The Afghan government's surprising new peace offer to Taliban is immediately running into a wall as the militants show no sign of shifting from their demand that talks for a conflict-ending compromise take place with Washington, not Kabul, a media report says.
Top Afghan security officials, who maintain back-channel discussions with Taliban, say formal talks are impeded by Taliban's insistence that their regime, ousted in a US-led invasion in 2001, remains Afghanistan's legitimate government, Associated Press reported on Sunday.
The new offer by the administration of President Ashraf Ghani includes incentives for militants that join negotiations and enter the political mainstream.
Ghani announced at an international conference in Kabul last week that the government would provide passports and visas to Taliban members and their families and work to remove sanctions against Taliban leaders. The group could also set up an office.
Meanwhile, US officials have conveyed messages to Taliban's political representatives in Qatar, urging the group to join talks with the Afghan government.
Alice Wells, America's top diplomat for South Asia, endorsed the overture and said the "onus" was on Taliban to demonstrate they are ready to talk "not to me or the United States, but to the sovereign and legitimate government and people of Afghanistan."
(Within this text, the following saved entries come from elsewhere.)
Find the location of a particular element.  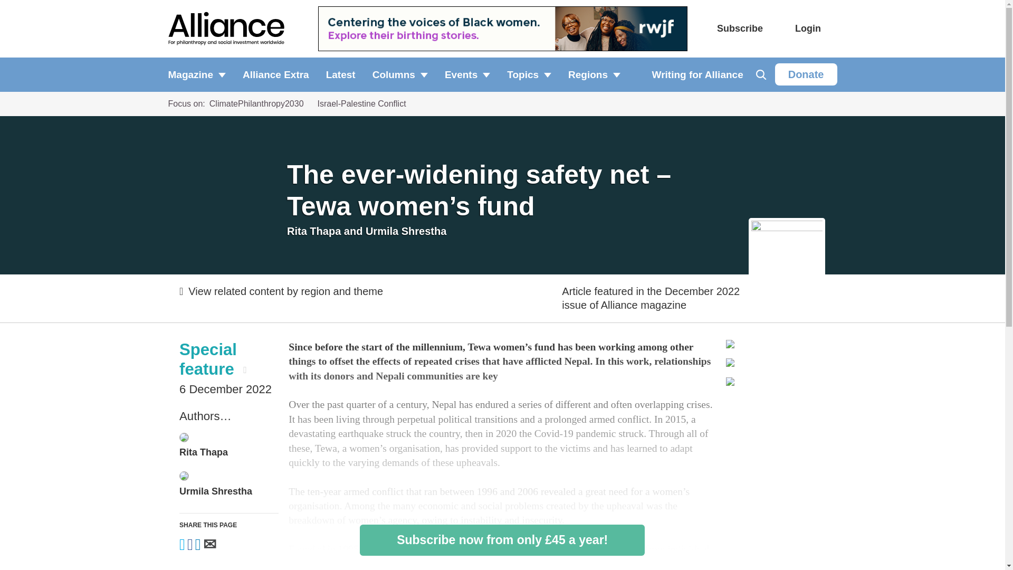

Latest is located at coordinates (341, 74).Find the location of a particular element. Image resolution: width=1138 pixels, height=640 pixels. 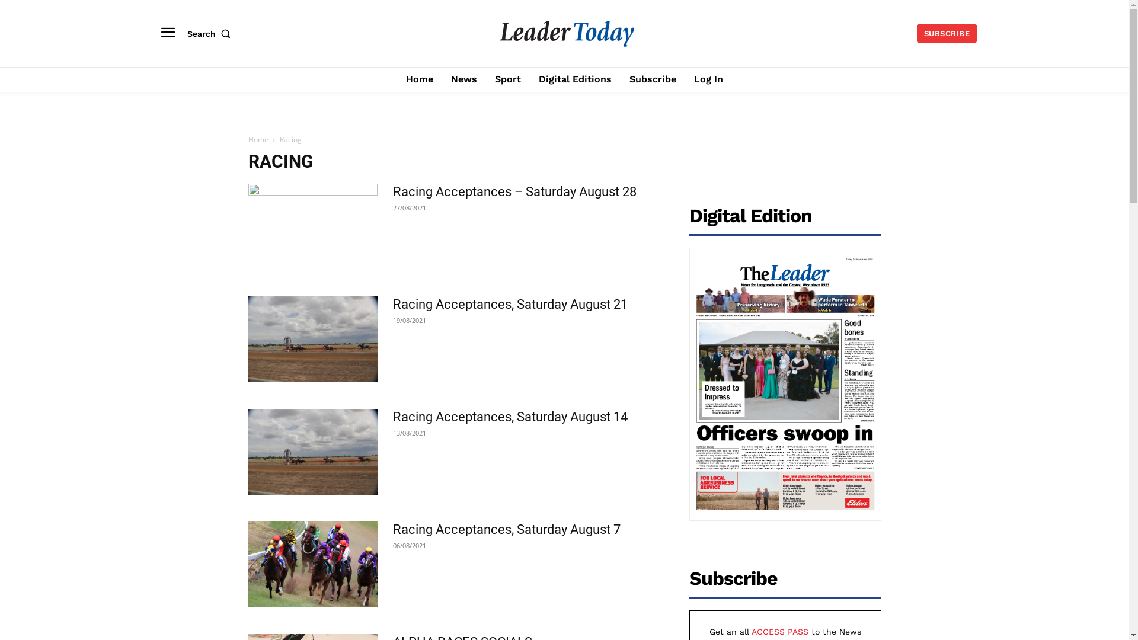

The militant group on February 28 called for direct talks with the United States in a declared bid to find a “peaceful solution” to the war in Afghanistan.
Last month, Taliban urged the "American people" to press their government to withdraw from Afghanistan. "America must end her occupation and must accept all our legitimate rights including the right to form a government consistent with the beliefs of our people."
Washington's involvement in the Afghan conflict is now in its 17th year.
Laurel Miller, who until last June was a senior American diplomat for Afghanistan and Pakistan, said the US should be clearer about what it is willing to negotiate on, including when it might start pulling forces from Afghanistan. "That could set the stage for talks," she said.
Such a timetable seems a remote prospect. Since August, when US President Donald Trump recommitted America to an indefinite military presence in the country, the US has sent in thousands of additional forces to train Afghans, bringing the total number of US troops to more than 14,000.
A peace push by the administration of former US President Barack Obama, which relied heavily on Afghanistan's neighbor Pakistan, floundered in 2015. Neighboring countries are doubtful about America's commitment to a political resolution.
For months, hopes of reviving long-stalled peace talks with Taliban have seemed virtually dead. The insurgents have continued an aggressive campaign in the countryside, where they now control or influence nearly half of Afghan territory, while staging repeated attacks in the capital despite intensified security.
Civilian casualties remain at near-peak levels, with about 10,000 reported for 2017. Since 2001, the US-led invasion has cost nearly 200,000 lives, and since 2014 additional violent attacks by regional affiliates of the Takfiri Daesh terrorists have heightened the sense of mayhem.